Strax data model

Data type and kind

All data lives in data types, such as raw_records or peak_basics. Each of these has a fixed numpy datatype.

If a single row of two data types refers to the same physical / logical thing, such as an event or a peak, we say those data types have the same data_kind.

The Laws of Chunking

You shall obey them.

  1. Each data row corresponds to a time interval. Time and (endtime or (dt and length)) are mandatory fields in all datatypes.

  2. Strax handles data in chunks. A chunk is also an interval (containing rows of data which are individually intervals).

  3. Suppose you have a chunk of some datatype reaching from [t0, t1), then

    1. It contains all and only data that starts >= t0 or ends <= t1;

    2. All data outside the chunk ends <= t0, or starts >= t1. (Remember intervals are half-open; the boundary cases are not ambiguous.)

    3. In particular, every data row lies completely in one chunk. No data whatsoever lies partially in more than one chunk. This means chunks cannot be split at arbitrary times.

  4. Zero-duration data rows are not allowed. Zero-duration chunks are allowed, but they cannot contain data.

Incoming data

From the perspective of a plugin, all incoming data is time-synchronized and merged by kind. Specifically:

  • Data of the same kind is merged into a single array. If you depend on events, peaks and peak_basics, you will get two arrays: events and peaks. The second will be the merged array of peaks and peak_basics.

  • Data of different kinds are synchronized by time. Strax will fetch a chunks of the first kind (events), then fetch as much as needed from the second kind (peaks) until you have all peaks that end before or at exactly the same time as the last event.

This example is a bit odd: when loading data of multiple kinds that are contained in each other, e.g. events and peaks, you very often want to use a LoopPlugin rather than a straight-up Plugin.

Outgoing data

Plugins can chunk their output as they wish, including withholding some data until the next chunk is sent out. Of course this requires keeping state, which means you cannot parallelize: see the chunk boundary handling section later in this documentation.

Savers, too, are free to chunk their data as they like; for example, to create files of convenient sizes. This affects the chunks you get when loading or reprocessing data. If you don’t want this, e.g. if the next plugin in line assumes a particular kind of chunking you want to preserve, set the attribute rechunk_on_save = False.

In cases where rechunking is permitted, a plugin can also specify a desired minimum uncompressed chunk size in bytes via the chunk_target_size attribute, with 200 MB as the default value. Chunks are concatenated until this desired size is exceeded, or all chunks have been combined, whereupon the data is compressed and written to disk.

Sorted output requirement

Strax requires that all output is sorted by time inside chunks.

Additionally, most or all plugins will assume that incoming data is time-ordered between chunks. That is, a subsequent chunk should not contain any data that starts before an item from a previous chunk ends. Strax data must be either consist of disjoint things, or if there are overlaps, chunk boundaries must fall in places where gaps exist.

It would have been much harder to code an algorithm if you do not know when you have seen all input before a certain time. Essentially you would have to wait until the end of the run before you can process any data, which goes against the idea of processing your data as a stream.

If your plugin removes or adds items from the original incoming array, it must output a different data kind. For example, during the initial data reduction steps, we remove items from ‘raw_records’ to make a new data kind ‘records’. Here we change data kind, even though the fields in the output data type are identical to the fields in the input data type.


Without leaving anything out, print every line of the data.
____
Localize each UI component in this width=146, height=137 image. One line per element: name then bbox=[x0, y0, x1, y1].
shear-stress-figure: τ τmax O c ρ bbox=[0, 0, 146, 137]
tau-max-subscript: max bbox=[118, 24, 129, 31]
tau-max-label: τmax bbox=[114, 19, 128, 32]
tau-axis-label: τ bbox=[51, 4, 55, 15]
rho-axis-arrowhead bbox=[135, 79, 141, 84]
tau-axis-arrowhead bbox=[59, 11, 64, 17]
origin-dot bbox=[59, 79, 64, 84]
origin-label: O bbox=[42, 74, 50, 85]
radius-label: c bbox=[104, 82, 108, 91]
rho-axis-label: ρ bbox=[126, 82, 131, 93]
____
* [Response to this exercise]
Localize each UI component in this width=146, height=137 image. One line per element: name then bbox=[x0, y0, x1, y1].
shear-stress-figure: τ τmax O c ρ bbox=[0, 0, 146, 137]
tau-max-subscript: max bbox=[118, 24, 129, 31]
tau-max-label: τmax bbox=[114, 19, 128, 32]
tau-axis-label: τ bbox=[51, 4, 55, 15]
rho-axis-arrowhead bbox=[135, 79, 141, 84]
tau-axis-arrowhead bbox=[59, 11, 64, 17]
origin-dot bbox=[59, 79, 64, 84]
origin-label: O bbox=[42, 74, 50, 85]
radius-label: c bbox=[104, 82, 108, 91]
rho-axis-label: ρ bbox=[126, 82, 131, 93]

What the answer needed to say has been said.